One Naples MarinaEXTERNAL EMAIL: This email is from an external source. Confirm this is a trusted sender and use extreme caution when opening attachments or clicking links.
Dear Commissioner LoCastro:
In a few days, you and other commissioners will be deciding on issues about One Naples. I am deeply concerned about its proposed marina.
How will up to 99 boat slips and a fuel dock affect water quality of Vanderbilt Lagoon? Water quality at this lagoon has been studied by Collier County and the Conservancy of Southwest
Florida for years. The lagoon is polluted and lacks the amount of dissolved oxygen many organisms need to survive. It can’t flush the pollutants because its southern flow to Clam Pass
was blocked by earlier development. This Lagoon is the southern termination of the Wiggins Pass Estuary.
The Conservancy’s 2005 Estuaries Report Card for the water quality of Wiggins Pass Estuary was C-. In 2017, the Report Card for its water quality was D-.
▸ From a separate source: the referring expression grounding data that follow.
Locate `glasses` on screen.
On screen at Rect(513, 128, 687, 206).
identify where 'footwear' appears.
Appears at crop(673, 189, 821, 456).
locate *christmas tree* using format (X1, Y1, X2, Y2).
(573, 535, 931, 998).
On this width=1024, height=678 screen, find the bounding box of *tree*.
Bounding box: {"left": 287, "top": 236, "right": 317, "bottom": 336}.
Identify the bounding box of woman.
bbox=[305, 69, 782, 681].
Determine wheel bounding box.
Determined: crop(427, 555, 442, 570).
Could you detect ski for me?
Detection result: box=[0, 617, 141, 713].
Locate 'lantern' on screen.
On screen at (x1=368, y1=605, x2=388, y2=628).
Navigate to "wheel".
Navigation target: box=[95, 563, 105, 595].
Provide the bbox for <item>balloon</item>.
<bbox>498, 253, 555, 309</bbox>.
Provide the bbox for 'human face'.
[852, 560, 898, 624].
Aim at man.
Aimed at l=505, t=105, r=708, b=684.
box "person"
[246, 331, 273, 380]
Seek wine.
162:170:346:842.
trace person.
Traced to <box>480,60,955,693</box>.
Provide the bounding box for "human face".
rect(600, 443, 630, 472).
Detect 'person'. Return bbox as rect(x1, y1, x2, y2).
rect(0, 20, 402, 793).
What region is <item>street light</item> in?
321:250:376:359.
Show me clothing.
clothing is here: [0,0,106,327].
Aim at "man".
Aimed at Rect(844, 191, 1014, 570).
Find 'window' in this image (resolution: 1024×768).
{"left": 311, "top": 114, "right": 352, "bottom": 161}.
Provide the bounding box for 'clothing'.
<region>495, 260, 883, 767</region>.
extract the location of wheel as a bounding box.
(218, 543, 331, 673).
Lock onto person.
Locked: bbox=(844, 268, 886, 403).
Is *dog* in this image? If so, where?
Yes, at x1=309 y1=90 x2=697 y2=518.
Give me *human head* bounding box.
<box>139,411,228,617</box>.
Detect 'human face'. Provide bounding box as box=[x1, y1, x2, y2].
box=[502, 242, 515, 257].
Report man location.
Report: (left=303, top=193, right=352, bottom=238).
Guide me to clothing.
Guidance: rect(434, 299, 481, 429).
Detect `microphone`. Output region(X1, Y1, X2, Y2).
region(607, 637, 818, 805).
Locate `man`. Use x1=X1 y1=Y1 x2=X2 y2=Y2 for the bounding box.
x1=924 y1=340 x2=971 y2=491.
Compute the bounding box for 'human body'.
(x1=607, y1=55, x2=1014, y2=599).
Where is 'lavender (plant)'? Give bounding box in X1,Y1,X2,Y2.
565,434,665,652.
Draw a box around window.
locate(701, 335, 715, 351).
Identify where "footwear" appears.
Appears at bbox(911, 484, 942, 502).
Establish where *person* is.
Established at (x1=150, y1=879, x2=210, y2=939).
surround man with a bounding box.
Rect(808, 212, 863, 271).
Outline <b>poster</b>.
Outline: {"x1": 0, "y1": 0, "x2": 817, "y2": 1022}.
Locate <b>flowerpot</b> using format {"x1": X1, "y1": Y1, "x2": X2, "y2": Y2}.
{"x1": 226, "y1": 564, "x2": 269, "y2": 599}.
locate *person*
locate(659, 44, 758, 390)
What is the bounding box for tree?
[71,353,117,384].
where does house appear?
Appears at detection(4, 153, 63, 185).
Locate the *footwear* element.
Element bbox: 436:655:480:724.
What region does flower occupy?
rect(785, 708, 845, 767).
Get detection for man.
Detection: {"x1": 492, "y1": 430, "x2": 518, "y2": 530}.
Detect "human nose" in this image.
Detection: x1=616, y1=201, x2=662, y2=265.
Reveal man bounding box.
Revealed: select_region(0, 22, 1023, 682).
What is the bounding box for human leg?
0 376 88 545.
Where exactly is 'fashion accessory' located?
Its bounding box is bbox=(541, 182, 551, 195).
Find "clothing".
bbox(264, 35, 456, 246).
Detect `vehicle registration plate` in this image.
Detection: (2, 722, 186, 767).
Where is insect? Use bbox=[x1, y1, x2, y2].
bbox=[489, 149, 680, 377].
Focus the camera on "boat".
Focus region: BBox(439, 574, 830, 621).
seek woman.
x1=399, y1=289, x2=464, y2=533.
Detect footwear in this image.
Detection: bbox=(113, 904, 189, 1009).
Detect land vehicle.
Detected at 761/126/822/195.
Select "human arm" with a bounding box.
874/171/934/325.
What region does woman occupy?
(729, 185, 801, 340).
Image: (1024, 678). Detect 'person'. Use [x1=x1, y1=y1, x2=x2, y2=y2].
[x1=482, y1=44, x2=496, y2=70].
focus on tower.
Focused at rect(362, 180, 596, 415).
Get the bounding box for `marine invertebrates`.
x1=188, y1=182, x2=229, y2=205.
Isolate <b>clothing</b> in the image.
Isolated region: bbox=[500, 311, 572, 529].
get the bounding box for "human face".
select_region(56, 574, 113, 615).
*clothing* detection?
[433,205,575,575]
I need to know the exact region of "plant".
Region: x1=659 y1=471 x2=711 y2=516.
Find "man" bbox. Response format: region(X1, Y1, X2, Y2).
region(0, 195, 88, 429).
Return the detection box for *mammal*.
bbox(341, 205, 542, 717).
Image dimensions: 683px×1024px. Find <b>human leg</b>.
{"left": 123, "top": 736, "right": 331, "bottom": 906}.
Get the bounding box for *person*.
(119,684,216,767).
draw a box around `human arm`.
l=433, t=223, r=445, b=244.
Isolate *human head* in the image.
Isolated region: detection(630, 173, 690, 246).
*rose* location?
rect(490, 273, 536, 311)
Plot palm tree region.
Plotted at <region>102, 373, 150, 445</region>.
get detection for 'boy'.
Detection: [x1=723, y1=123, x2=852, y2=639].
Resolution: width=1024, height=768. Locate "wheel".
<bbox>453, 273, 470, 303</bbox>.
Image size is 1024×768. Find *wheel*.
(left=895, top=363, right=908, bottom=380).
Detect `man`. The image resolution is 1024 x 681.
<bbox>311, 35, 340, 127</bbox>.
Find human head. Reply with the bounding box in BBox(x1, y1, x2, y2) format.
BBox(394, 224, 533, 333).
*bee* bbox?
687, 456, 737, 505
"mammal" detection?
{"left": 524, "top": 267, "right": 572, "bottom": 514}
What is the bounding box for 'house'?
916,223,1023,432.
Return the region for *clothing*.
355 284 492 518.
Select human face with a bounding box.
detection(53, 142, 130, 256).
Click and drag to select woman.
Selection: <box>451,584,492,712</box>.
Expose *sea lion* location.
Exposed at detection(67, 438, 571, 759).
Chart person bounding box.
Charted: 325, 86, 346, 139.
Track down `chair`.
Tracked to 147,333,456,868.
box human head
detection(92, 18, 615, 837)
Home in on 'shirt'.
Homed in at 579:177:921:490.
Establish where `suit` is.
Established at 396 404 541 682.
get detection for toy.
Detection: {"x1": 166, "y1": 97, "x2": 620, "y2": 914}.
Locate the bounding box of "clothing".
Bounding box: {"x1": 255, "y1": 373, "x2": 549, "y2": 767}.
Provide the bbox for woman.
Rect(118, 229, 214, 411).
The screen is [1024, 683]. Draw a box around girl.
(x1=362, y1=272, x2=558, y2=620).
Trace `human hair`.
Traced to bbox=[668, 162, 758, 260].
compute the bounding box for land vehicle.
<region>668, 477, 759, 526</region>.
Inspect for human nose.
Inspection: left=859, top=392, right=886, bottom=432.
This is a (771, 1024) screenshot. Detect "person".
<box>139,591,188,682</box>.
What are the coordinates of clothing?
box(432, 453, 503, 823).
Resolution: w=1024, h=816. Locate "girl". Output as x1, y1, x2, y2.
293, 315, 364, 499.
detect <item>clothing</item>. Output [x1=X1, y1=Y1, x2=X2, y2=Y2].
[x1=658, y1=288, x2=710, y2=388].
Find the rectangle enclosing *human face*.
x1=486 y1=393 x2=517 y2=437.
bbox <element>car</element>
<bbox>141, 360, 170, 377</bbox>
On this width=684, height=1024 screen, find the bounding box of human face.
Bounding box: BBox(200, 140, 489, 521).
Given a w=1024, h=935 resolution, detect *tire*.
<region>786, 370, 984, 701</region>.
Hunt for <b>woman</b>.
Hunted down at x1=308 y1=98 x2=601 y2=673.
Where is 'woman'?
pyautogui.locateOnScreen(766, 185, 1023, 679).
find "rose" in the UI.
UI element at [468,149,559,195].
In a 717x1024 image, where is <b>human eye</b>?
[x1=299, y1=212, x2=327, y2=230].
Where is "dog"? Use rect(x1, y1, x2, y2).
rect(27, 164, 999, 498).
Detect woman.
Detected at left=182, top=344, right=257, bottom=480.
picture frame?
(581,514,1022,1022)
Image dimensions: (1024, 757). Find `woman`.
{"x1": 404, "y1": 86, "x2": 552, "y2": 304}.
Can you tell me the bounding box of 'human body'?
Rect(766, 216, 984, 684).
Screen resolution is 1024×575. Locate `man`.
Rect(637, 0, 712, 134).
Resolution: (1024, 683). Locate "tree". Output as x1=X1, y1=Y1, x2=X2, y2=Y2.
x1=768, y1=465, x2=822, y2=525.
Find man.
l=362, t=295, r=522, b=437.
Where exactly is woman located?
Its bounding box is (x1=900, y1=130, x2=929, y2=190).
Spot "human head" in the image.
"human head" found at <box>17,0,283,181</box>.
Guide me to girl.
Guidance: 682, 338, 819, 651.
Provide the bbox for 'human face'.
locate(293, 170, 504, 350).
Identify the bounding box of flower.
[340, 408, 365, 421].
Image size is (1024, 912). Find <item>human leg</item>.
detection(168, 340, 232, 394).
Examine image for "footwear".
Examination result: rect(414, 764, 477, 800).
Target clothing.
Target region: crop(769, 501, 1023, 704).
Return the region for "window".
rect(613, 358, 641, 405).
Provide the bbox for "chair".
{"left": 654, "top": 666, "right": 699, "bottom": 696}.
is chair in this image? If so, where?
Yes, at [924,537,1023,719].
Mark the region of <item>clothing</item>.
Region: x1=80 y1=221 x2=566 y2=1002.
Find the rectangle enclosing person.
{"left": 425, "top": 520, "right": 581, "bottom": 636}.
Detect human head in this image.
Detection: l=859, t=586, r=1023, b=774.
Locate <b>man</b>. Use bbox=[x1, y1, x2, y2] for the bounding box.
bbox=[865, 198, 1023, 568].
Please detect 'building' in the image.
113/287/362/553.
Ironically, the Cocohatchee River, part of the Wiggins Pass Estuary, is designated by the State of Florida as Outstanding Florida Water. This designation guarantees the water will have
special heightened protection from pollution.
The Army Corps of Engineers determined that Wiggins Pass Estuary warrants manatee protection. Management and protection for the manatees in Collier County are set forth in section 5.05.02
of the Land Development Code, titled “Marinas.” Section C of 5.05.02 describes a rating system to evaluate proposed marina facilities. The purpose of the marina site rating system
is to determine maximum wet slip densities to improve existing manatee protection. In evaluating a parcel for a potential boat facility, a minimum sphere of influence for the boat
traffic must be designated.
As proposed, One Naples marina would exasperate pollution of the Vanderbilt Lagoon and create unfavorable conditions for manatees. Building this marina is wrong.
Sincerely,
Susan L. Snyder
__________________________
Dear Commissioner LoCastro,
I am writing you today to express my opposition to the Stock Development One Naples as it is currently proposed. I was encouraged by the action of the Planning Commission and their inability
to recommend approval not only of the current Stock plan, but of a watered-down version that reduced the outrageous tower heights by almost 25%, and extremely diminished setbacks. They
did their job, protecting the community.
Now it’s your turn. Planning Commissioner Frye said it best when he asked the other Commissioners how they could ignore the outpouring of sentiment from the community. These are your
constituents, your voters. Isn’t it your responsibility to listen to those who will live with this atrocity for decades to come and to vehemently deny the developer the right to build
it?
If hundreds of emails exhorting you to deny the project are not enough, if more than eighty people who signed up to speak against the project at the Planning Commission are not enough,
if the 1,100 members of Save Vanderbilt Beach, forty percent of whom have contributed almost $100,000 to engage experts and fight the development are not enough, what exactly will be
enough to persuade you to do the right thing?
Please, when it comes before you, vote to deny the project as it is currently proposed.